We don't do this to be pedantic or difficult.
In PF we often get people looking for answers that science does not provide. Even when they are not - often forcing a questioner to rephrase the question more carefully helps them reason out the kind of answer science does provide.
Most of us have been doing this scientific answers thing for a long time.
There is nothing at all wrong with a "why" question that can't also be wrong with a "who", "what", "where", "how" or "when" question. The word "why" should really not be red flagged as a matter of course. I think "what" questions are potentially a lot more unanswerable: "What is a photon?", "What is a magnetic field?", "What is gravity?", "What is an electron?" You can fill many books with what we know about, say, photons, but what we know about them doesn't exactly answer the question of what they are because they are a thing unto themselves. Asking
what they are is often asking for a description of them in terms of other, more familiar phenomena, but it turns out they can't be accurately described that way. That being so for photons and the other things I listed, you might feel tempted to assert, "physics doesn't do 'what' questions." But that's not the case. It does do "what" questions when it can. Science also answers "why" questions when it can, as well as "how" questions.
Simon Bridge said:
Aside: take a look at this list of "
8 simple questions science cannot answer" ... most of them are either phrased as "why" questions or are "why" questions in disguise.
Lets have a look:
#8 Why we sleep
Science doesn't answer this, not because it's a "why" question, but because it hasn't found an incontrovertible answer (according to the site). We actually don't know for sure why we have to sleep, only that it's very bad for us if we're deprived of it for very long.
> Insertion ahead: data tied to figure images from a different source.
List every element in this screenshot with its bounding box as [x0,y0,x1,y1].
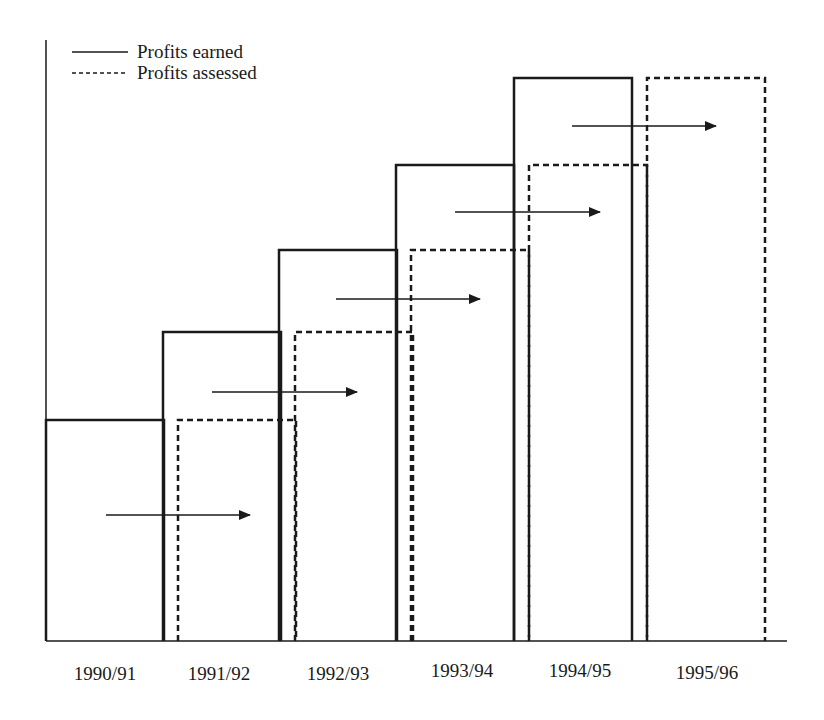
x-tick-label: 1992/93 [307,663,369,684]
x-tick-label: 1991/92 [188,663,250,684]
x-tick-label: 1995/96 [676,662,738,683]
legend-label-earned: Profits earned [137,41,244,62]
chart-canvas: Profits earned Profits assessed 1990/91 … [0,0,824,720]
bar-profits-earned [514,78,632,641]
bar-profits-earned [46,420,164,641]
series-profits-assessed [178,78,765,641]
x-tick-label: 1994/95 [549,660,611,681]
legend-label-assessed: Profits assessed [137,62,257,83]
series-profits-earned [46,78,632,641]
legend: Profits earned Profits assessed [72,41,257,83]
x-tick-label: 1990/91 [74,663,136,684]
bar-profits-assessed [529,165,647,641]
bar-profits-assessed [647,78,765,641]
bar-profits-earned [163,332,281,641]
x-tick-labels: 1990/91 1991/92 1992/93 1993/94 1994/95 … [74,660,738,684]
bar-profits-assessed [411,250,529,641]
chart-container: Profits earned Profits assessed 1990/91 … [0,0,824,720]
x-tick-label: 1993/94 [431,660,494,681]
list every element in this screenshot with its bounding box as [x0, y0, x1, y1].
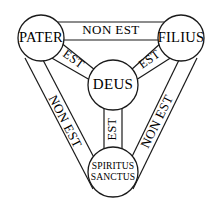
diagram-canvas: PATER FILIUS DEUS SPIRITUS SANCTUS NON E…	[0, 0, 222, 207]
band-label-pater-spiritus: NON EST	[45, 92, 85, 150]
band-label-pater-filius: NON EST	[82, 22, 139, 37]
band-label-pater-deus: EST	[60, 47, 87, 72]
node-label-spiritus-line1: SPIRITUS	[92, 160, 134, 171]
node-label-deus: DEUS	[93, 76, 133, 92]
node-label-pater: PATER	[19, 29, 63, 45]
node-label-spiritus-line2: SANCTUS	[91, 171, 135, 182]
band-label-spiritus-deus: EST	[105, 117, 119, 140]
node-label-filius: FILIUS	[158, 29, 204, 45]
band-filius-spiritus-edge-outer	[133, 58, 197, 189]
shield-of-the-trinity-diagram: PATER FILIUS DEUS SPIRITUS SANCTUS NON E…	[0, 0, 222, 207]
band-label-filius-deus: EST	[136, 47, 163, 72]
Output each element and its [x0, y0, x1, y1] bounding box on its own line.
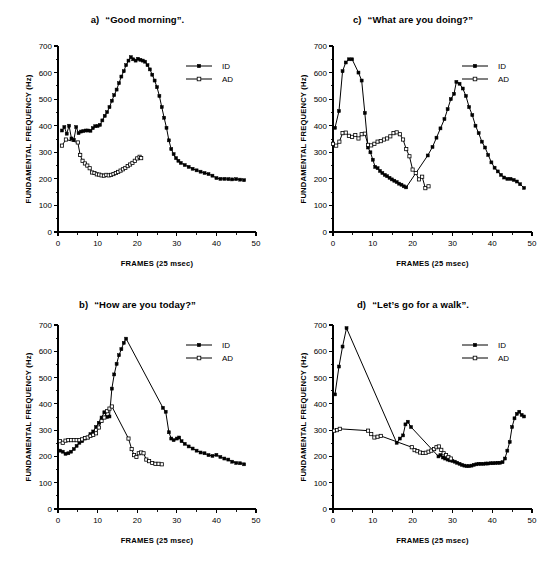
series-id: [60, 56, 245, 182]
series-ad: [331, 131, 430, 190]
legend-label-id: ID: [222, 62, 230, 71]
data-point-id: [172, 439, 175, 442]
data-point-id: [122, 70, 125, 73]
data-point-id: [151, 73, 154, 76]
data-point-ad: [366, 143, 369, 146]
data-point-ad: [103, 416, 106, 419]
data-point-id: [337, 110, 340, 113]
data-point-id: [223, 457, 226, 460]
data-point-id: [127, 59, 130, 62]
data-point-id: [215, 177, 218, 180]
data-point-id: [443, 118, 446, 121]
y-tick-label: 500: [314, 95, 328, 104]
data-point-ad: [97, 426, 100, 429]
legend-marker-id: [473, 64, 476, 67]
data-point-ad: [335, 144, 338, 147]
data-point-id: [211, 454, 214, 457]
data-point-id: [103, 114, 106, 117]
legend-entry-ad: AD: [186, 75, 233, 84]
legend-marker-ad: [473, 356, 477, 360]
data-point-ad: [382, 138, 385, 141]
series-id: [333, 327, 525, 468]
data-point-id: [156, 86, 159, 89]
data-point-ad: [354, 133, 357, 136]
data-point-id: [506, 177, 509, 180]
data-point-ad: [366, 429, 369, 432]
panel-c: c)“What are you doing?” 0100200300400500…: [275, 0, 551, 285]
data-point-ad: [147, 460, 150, 463]
data-point-ad: [142, 452, 145, 455]
legend-entry-ad: AD: [462, 354, 509, 363]
data-point-id: [405, 186, 408, 189]
data-point-id: [219, 177, 222, 180]
data-point-ad: [373, 436, 376, 439]
data-point-id: [120, 348, 123, 351]
data-point-ad: [440, 448, 443, 451]
data-point-id: [458, 82, 461, 85]
data-point-ad: [100, 419, 103, 422]
data-point-ad: [130, 447, 133, 450]
data-point-id: [110, 387, 113, 390]
data-point-id: [243, 179, 246, 182]
series-line-ad: [62, 140, 141, 176]
x-tick-label: 50: [528, 239, 537, 248]
data-point-id: [509, 177, 512, 180]
data-point-id: [243, 463, 246, 466]
data-point-id: [203, 172, 206, 175]
data-point-id: [115, 88, 118, 91]
y-tick-label: 0: [48, 505, 53, 514]
y-tick-label: 0: [323, 505, 328, 514]
data-point-id: [161, 406, 164, 409]
y-tick-label: 200: [39, 452, 53, 461]
x-tick-label: 40: [212, 516, 221, 525]
y-tick-label: 0: [323, 228, 328, 237]
x-tick-label: 30: [172, 516, 181, 525]
data-point-ad: [392, 132, 395, 135]
data-point-id: [461, 87, 464, 90]
data-point-id: [484, 146, 487, 149]
y-tick-label: 600: [314, 347, 328, 356]
data-point-ad: [338, 427, 341, 430]
data-point-ad: [411, 168, 414, 171]
data-point-id: [426, 154, 429, 157]
data-point-id: [187, 165, 190, 168]
data-point-ad: [417, 178, 420, 181]
data-point-id: [183, 442, 186, 445]
y-tick-label: 100: [314, 201, 328, 210]
panel-b: b)“How are you today?” 01002003004005006…: [0, 285, 275, 561]
data-point-id: [490, 161, 493, 164]
data-point-id: [357, 71, 360, 74]
data-point-id: [106, 111, 109, 114]
y-tick-label: 100: [314, 479, 328, 488]
legend-entry-ad: AD: [462, 75, 509, 84]
data-point-ad: [395, 131, 398, 134]
panel-d-plot: 010020030040050060070001020304050FRAMES …: [275, 285, 551, 561]
data-point-id: [108, 415, 111, 418]
data-point-id: [235, 178, 238, 181]
y-tick-label: 700: [39, 321, 53, 330]
data-point-ad: [88, 167, 91, 170]
data-point-id: [183, 164, 186, 167]
y-tick-label: 300: [314, 148, 328, 157]
data-point-id: [98, 123, 101, 126]
data-point-id: [493, 166, 496, 169]
data-point-id: [363, 111, 366, 114]
y-tick-label: 600: [314, 69, 328, 78]
data-point-ad: [60, 144, 63, 147]
data-point-id: [506, 449, 509, 452]
legend-label-id: ID: [222, 341, 230, 350]
data-point-id: [113, 94, 116, 97]
data-point-id: [178, 436, 181, 439]
y-tick-label: 500: [39, 374, 53, 383]
data-point-id: [503, 176, 506, 179]
y-axis-title: FUNDAMENTAL FREQUENCY (Hz): [299, 352, 308, 481]
data-point-ad: [344, 131, 347, 134]
data-point-id: [398, 437, 401, 440]
data-point-ad: [424, 187, 427, 190]
data-point-ad: [357, 137, 360, 140]
x-tick-label: 50: [252, 516, 261, 525]
data-point-id: [195, 169, 198, 172]
data-point-id: [158, 94, 161, 97]
data-point-id: [452, 92, 455, 95]
data-point-id: [115, 362, 118, 365]
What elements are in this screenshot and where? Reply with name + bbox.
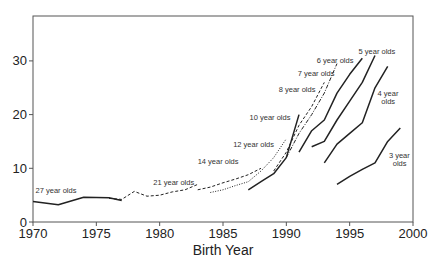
y-tick-label: 30 [13, 53, 27, 68]
series-label: 14 year olds [198, 157, 239, 166]
y-tick-label: 20 [13, 107, 27, 122]
y-axis: 0102030 [13, 53, 33, 229]
x-tick-label: 1975 [82, 226, 111, 241]
x-tick-label: 1990 [272, 226, 301, 241]
x-tick-label: 1985 [209, 226, 238, 241]
x-tick-label: 1995 [335, 226, 364, 241]
series-label: 21 year olds [153, 178, 194, 187]
series-label: 5 year olds [359, 47, 396, 56]
series-label: 12 year olds [233, 140, 274, 149]
series-label: 10 year olds [250, 113, 291, 122]
series-label: 7 year olds [298, 69, 335, 78]
x-tick-label: 2000 [399, 226, 428, 241]
x-tick-label: 1970 [19, 226, 48, 241]
series-line [198, 168, 261, 190]
x-axis: 1970197519801985199019952000 [19, 222, 428, 241]
series-label: 27 year olds [36, 186, 77, 195]
line-chart: 0102030 1970197519801985199019952000 27 … [0, 0, 439, 265]
series-label: olds [393, 159, 407, 168]
x-axis-title: Birth Year [193, 242, 254, 258]
plot-frame [33, 16, 413, 222]
series-label: 6 year olds [317, 56, 354, 65]
series-line [33, 197, 122, 205]
series-label: olds [381, 97, 395, 106]
series-label: 8 year olds [279, 85, 316, 94]
series-lines [33, 56, 400, 205]
x-tick-label: 1980 [145, 226, 174, 241]
series-line [324, 66, 387, 163]
series-line [248, 115, 299, 190]
y-tick-label: 10 [13, 161, 27, 176]
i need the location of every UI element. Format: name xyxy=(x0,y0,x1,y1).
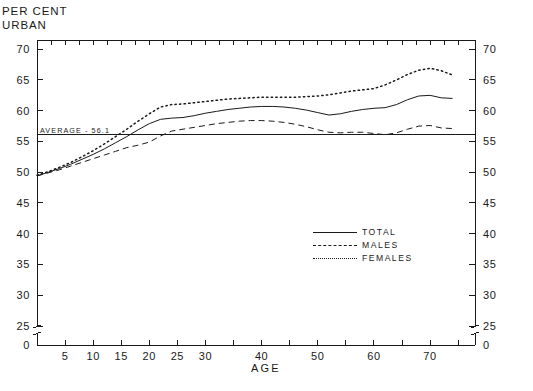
series-line-females xyxy=(37,68,453,175)
x-axis-label: AGE xyxy=(251,362,281,374)
y-tick-label-left-25: 25 xyxy=(2,320,30,332)
y-tick-label-right-45: 45 xyxy=(483,197,496,209)
y-tick-label-right-30: 30 xyxy=(483,289,496,301)
y-tick-label-left-70: 70 xyxy=(2,43,30,55)
chart-figure: PER CENTURBAN AVERAGE - 56.1 AGE TOTAL M… xyxy=(0,0,533,391)
y-tick-label-right-25: 25 xyxy=(483,320,496,332)
y-tick-label-right-0: 0 xyxy=(483,339,490,351)
y-tick-label-right-55: 55 xyxy=(483,135,496,147)
average-annotation: AVERAGE - 56.1 xyxy=(40,126,110,135)
x-tick-label-70: 70 xyxy=(423,350,436,362)
x-tick-label-25: 25 xyxy=(171,350,184,362)
y-tick-label-right-65: 65 xyxy=(483,74,496,86)
y-tick-label-left-45: 45 xyxy=(2,197,30,209)
y-tick-label-right-50: 50 xyxy=(483,166,496,178)
x-tick-label-30: 30 xyxy=(199,350,212,362)
y-tick-label-left-65: 65 xyxy=(2,74,30,86)
y-tick-label-left-40: 40 xyxy=(2,228,30,240)
legend-item-females: FEMALES xyxy=(313,252,413,265)
y-tick-label-right-60: 60 xyxy=(483,105,496,117)
legend-label-females: FEMALES xyxy=(362,252,413,265)
legend-label-males: MALES xyxy=(362,239,399,252)
x-tick-label-40: 40 xyxy=(255,350,268,362)
legend-line-dotted-icon xyxy=(313,254,357,263)
y-tick-label-right-70: 70 xyxy=(483,43,496,55)
plot-canvas xyxy=(0,0,533,391)
legend-line-dashed-icon xyxy=(313,241,357,250)
series-line-total xyxy=(37,95,453,176)
y-tick-label-left-35: 35 xyxy=(2,258,30,270)
legend-line-solid-icon xyxy=(313,228,357,237)
legend-label-total: TOTAL xyxy=(362,226,396,239)
x-tick-label-60: 60 xyxy=(367,350,380,362)
y-tick-label-left-60: 60 xyxy=(2,105,30,117)
x-tick-label-15: 15 xyxy=(115,350,128,362)
legend-item-total: TOTAL xyxy=(313,226,413,239)
y-tick-label-right-35: 35 xyxy=(483,258,496,270)
x-tick-label-50: 50 xyxy=(311,350,324,362)
y-tick-label-left-30: 30 xyxy=(2,289,30,301)
legend-item-males: MALES xyxy=(313,239,413,252)
chart-legend: TOTAL MALES FEMALES xyxy=(313,226,413,266)
y-tick-label-left-55: 55 xyxy=(2,135,30,147)
x-tick-label-20: 20 xyxy=(143,350,156,362)
y-tick-label-left-50: 50 xyxy=(2,166,30,178)
x-tick-label-5: 5 xyxy=(62,350,69,362)
y-tick-label-right-40: 40 xyxy=(483,228,496,240)
y-tick-label-left-0: 0 xyxy=(2,339,30,351)
x-tick-label-10: 10 xyxy=(86,350,99,362)
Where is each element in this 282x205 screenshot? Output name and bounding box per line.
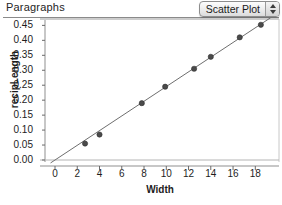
arrow-up-icon[interactable] <box>270 4 276 8</box>
plot-type-stepper[interactable] <box>265 2 279 16</box>
plot-canvas <box>0 18 282 205</box>
plot-type-value: Scatter Plot <box>200 2 265 16</box>
arrow-down-icon[interactable] <box>270 10 276 14</box>
data-point <box>163 84 168 89</box>
panel-title: Paragraphs <box>6 1 65 13</box>
plot-type-select[interactable]: Scatter Plot <box>199 1 280 17</box>
data-point <box>192 66 197 71</box>
scatter-plot-panel: Paragraphs Scatter Plot recipLength Widt… <box>0 0 282 205</box>
data-point <box>208 54 213 59</box>
data-point <box>139 101 144 106</box>
data-point <box>97 132 102 137</box>
data-point <box>258 22 263 27</box>
data-point <box>82 141 87 146</box>
data-point <box>237 35 242 40</box>
chart-container: recipLength Width 0.000.050.100.150.200.… <box>0 18 282 205</box>
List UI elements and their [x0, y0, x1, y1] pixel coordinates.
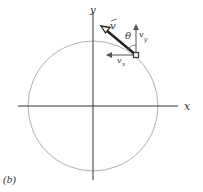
theta-label: θ — [125, 30, 131, 41]
particle-point — [134, 53, 139, 58]
velocity-label-text: v — [110, 20, 116, 31]
vx-label-subscript: x — [122, 60, 126, 67]
x-axis-label: x — [184, 100, 191, 113]
velocity-vector-arrow — [106, 30, 136, 55]
vx-label: v x — [117, 56, 126, 67]
velocity-label: v — [110, 19, 117, 31]
figure-caption: (b) — [3, 173, 16, 185]
diagram-canvas: x y v θ v y v x — [0, 0, 203, 192]
circular-motion-diagram: x y v θ v y v x (b) — [0, 0, 203, 192]
y-axis-label: y — [89, 4, 96, 15]
vy-label-subscript: y — [143, 35, 148, 43]
vy-label: v y — [139, 30, 148, 43]
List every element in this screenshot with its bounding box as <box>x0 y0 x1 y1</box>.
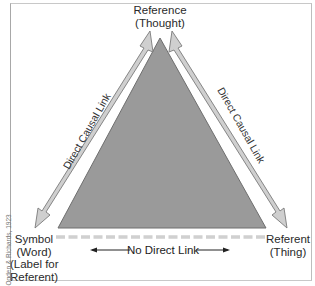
node-reference-title: Reference <box>115 4 205 17</box>
node-symbol-label: Symbol (Word) (Label for Referent) <box>10 233 58 283</box>
bottom-right-arrow-icon <box>196 248 230 253</box>
node-referent-label: Referent (Thing) <box>262 233 314 259</box>
credit-text: Ogden & Richards, 1923 <box>5 226 12 286</box>
node-reference-subtitle: (Thought) <box>115 17 205 30</box>
node-symbol-note-1: (Label for <box>10 258 58 271</box>
node-referent-subtitle: (Thing) <box>262 246 314 259</box>
bottom-edge-label: No Direct Link <box>127 244 199 256</box>
bottom-left-arrow-icon <box>90 248 130 253</box>
node-reference-label: Reference (Thought) <box>115 4 205 30</box>
node-symbol-note-2: Referent) <box>10 271 58 284</box>
node-symbol-subtitle: (Word) <box>10 246 58 259</box>
node-symbol-title: Symbol <box>10 233 58 246</box>
node-referent-title: Referent <box>262 233 314 246</box>
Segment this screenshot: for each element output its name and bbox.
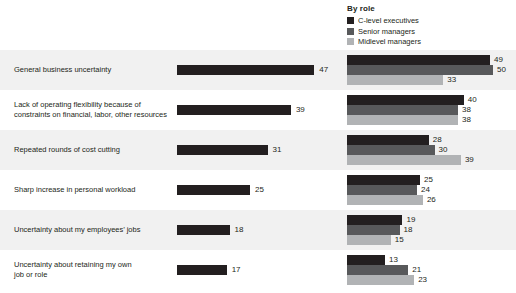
- by-role-bar-row: 33: [347, 75, 506, 85]
- total-value-label: 31: [273, 145, 282, 155]
- by-role-bar-row: 15: [347, 235, 415, 245]
- total-bar-group: 25: [177, 170, 264, 210]
- legend-item-label: C-level executives: [358, 16, 419, 25]
- chart-row: Uncertainty about my employees’ jobs1819…: [0, 210, 516, 250]
- legend-item-label: Midlevel managers: [358, 37, 421, 46]
- total-bar: [177, 185, 250, 195]
- by-role-value-label: 25: [424, 175, 433, 185]
- chart-row: Sharp increase in personal workload25252…: [0, 170, 516, 210]
- total-value-label: 47: [319, 65, 328, 75]
- total-bar: [177, 105, 291, 115]
- row-label: Lack of operating flexibility because of…: [14, 90, 174, 130]
- by-role-bar: [347, 175, 420, 185]
- chart-rows: General business uncertainty47495033Lack…: [0, 50, 516, 290]
- total-bar-group: 47: [177, 50, 328, 90]
- by-role-bar-row: 23: [347, 275, 427, 285]
- row-label: Sharp increase in personal workload: [14, 170, 174, 210]
- by-role-bar-row: 18: [347, 225, 415, 235]
- by-role-bar-row: 25: [347, 175, 436, 185]
- by-role-value-label: 15: [395, 235, 404, 245]
- by-role-bar-group: 403838: [347, 90, 477, 130]
- by-role-bar: [347, 75, 443, 85]
- row-label: Uncertainty about my employees’ jobs: [14, 210, 174, 250]
- legend-swatch-icon: [347, 28, 354, 35]
- by-role-value-label: 39: [465, 155, 474, 165]
- by-role-value-label: 23: [418, 275, 427, 285]
- total-bar: [177, 65, 314, 75]
- by-role-bar: [347, 155, 461, 165]
- total-bar-group: 17: [177, 250, 241, 290]
- legend: By role C-level executivesSenior manager…: [347, 4, 512, 48]
- legend-item-1[interactable]: Senior managers: [347, 27, 512, 36]
- legend-title: By role: [347, 4, 512, 13]
- by-role-bar: [347, 135, 429, 145]
- by-role-value-label: 38: [462, 115, 471, 125]
- by-role-bar-row: 28: [347, 135, 474, 145]
- by-role-bar-group: 252426: [347, 170, 436, 210]
- row-label: Uncertainty about retaining my ownjob or…: [14, 250, 174, 290]
- by-role-value-label: 49: [494, 55, 503, 65]
- by-role-value-label: 13: [389, 255, 398, 265]
- total-value-label: 18: [235, 225, 244, 235]
- chart-row: Lack of operating flexibility because of…: [0, 90, 516, 130]
- by-role-value-label: 24: [421, 185, 430, 195]
- by-role-bar: [347, 145, 435, 155]
- by-role-bar-row: 21: [347, 265, 427, 275]
- chart-row: General business uncertainty47495033: [0, 50, 516, 90]
- by-role-bar-row: 24: [347, 185, 436, 195]
- total-bar-group: 39: [177, 90, 305, 130]
- by-role-bar: [347, 215, 402, 225]
- legend-swatch-icon: [347, 17, 354, 24]
- by-role-bar-row: 26: [347, 195, 436, 205]
- total-bar: [177, 265, 227, 275]
- by-role-bar-group: 495033: [347, 50, 506, 90]
- by-role-bar: [347, 225, 400, 235]
- legend-item-0[interactable]: C-level executives: [347, 16, 512, 25]
- by-role-value-label: 26: [427, 195, 436, 205]
- by-role-value-label: 30: [439, 145, 448, 155]
- legend-swatch-icon: [347, 38, 354, 45]
- by-role-bar-row: 38: [347, 105, 477, 115]
- by-role-value-label: 28: [433, 135, 442, 145]
- total-value-label: 39: [296, 105, 305, 115]
- by-role-bar: [347, 195, 423, 205]
- legend-item-label: Senior managers: [358, 27, 415, 36]
- by-role-bar: [347, 255, 385, 265]
- by-role-bar: [347, 235, 391, 245]
- by-role-bar-row: 50: [347, 65, 506, 75]
- by-role-bar-group: 132123: [347, 250, 427, 290]
- by-role-bar-row: 13: [347, 255, 427, 265]
- by-role-bar: [347, 95, 464, 105]
- by-role-bar-row: 19: [347, 215, 415, 225]
- by-role-bar: [347, 115, 458, 125]
- by-role-bar-row: 30: [347, 145, 474, 155]
- by-role-bar-row: 40: [347, 95, 477, 105]
- by-role-value-label: 50: [497, 65, 506, 75]
- chart-row: Uncertainty about retaining my ownjob or…: [0, 250, 516, 290]
- total-bar: [177, 225, 230, 235]
- by-role-value-label: 18: [404, 225, 413, 235]
- by-role-bar: [347, 275, 414, 285]
- by-role-bar: [347, 55, 490, 65]
- total-bar-group: 18: [177, 210, 243, 250]
- by-role-bar: [347, 105, 458, 115]
- legend-item-2[interactable]: Midlevel managers: [347, 37, 512, 46]
- by-role-value-label: 21: [412, 265, 421, 275]
- by-role-bar-group: 283039: [347, 130, 474, 170]
- by-role-bar: [347, 265, 408, 275]
- by-role-value-label: 33: [447, 75, 456, 85]
- chart-row: Repeated rounds of cost cutting31283039: [0, 130, 516, 170]
- row-label: General business uncertainty: [14, 50, 174, 90]
- by-role-bar-row: 39: [347, 155, 474, 165]
- grouped-bar-chart: By role C-level executivesSenior manager…: [0, 0, 516, 293]
- total-bar: [177, 145, 268, 155]
- by-role-value-label: 19: [406, 215, 415, 225]
- by-role-bar-group: 191815: [347, 210, 415, 250]
- by-role-value-label: 38: [462, 105, 471, 115]
- by-role-value-label: 40: [468, 95, 477, 105]
- total-value-label: 17: [232, 265, 241, 275]
- by-role-bar: [347, 65, 493, 75]
- row-label: Repeated rounds of cost cutting: [14, 130, 174, 170]
- by-role-bar-row: 49: [347, 55, 506, 65]
- total-bar-group: 31: [177, 130, 281, 170]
#7 How many planets in our solar system?
This is not a "why" question in disguise.
#6 Why Ice Is Slippery
Science doesn't answer this, not because it's a "why" question, but because it hasn't found an incontrovertible answer (according to the site).
#5 How a Bicycle Works
Here again, not a "why" question in disguise.
#4 How to Beat Solitaire
Not a "why" question in disguise.
#3 How Many Species of Animal Exist
Not a "why" question in disguise.
#2 The Length of the U.S. Coastline (Or Any Coastline, For That Matter)
Not a "why" question in disguise.
#1 How Gravity Works
Not a "why" question in disguise.
I don't find your characterization: "... most of them are either phrased as "why" questions or are "why" questions in disguise..." to be true.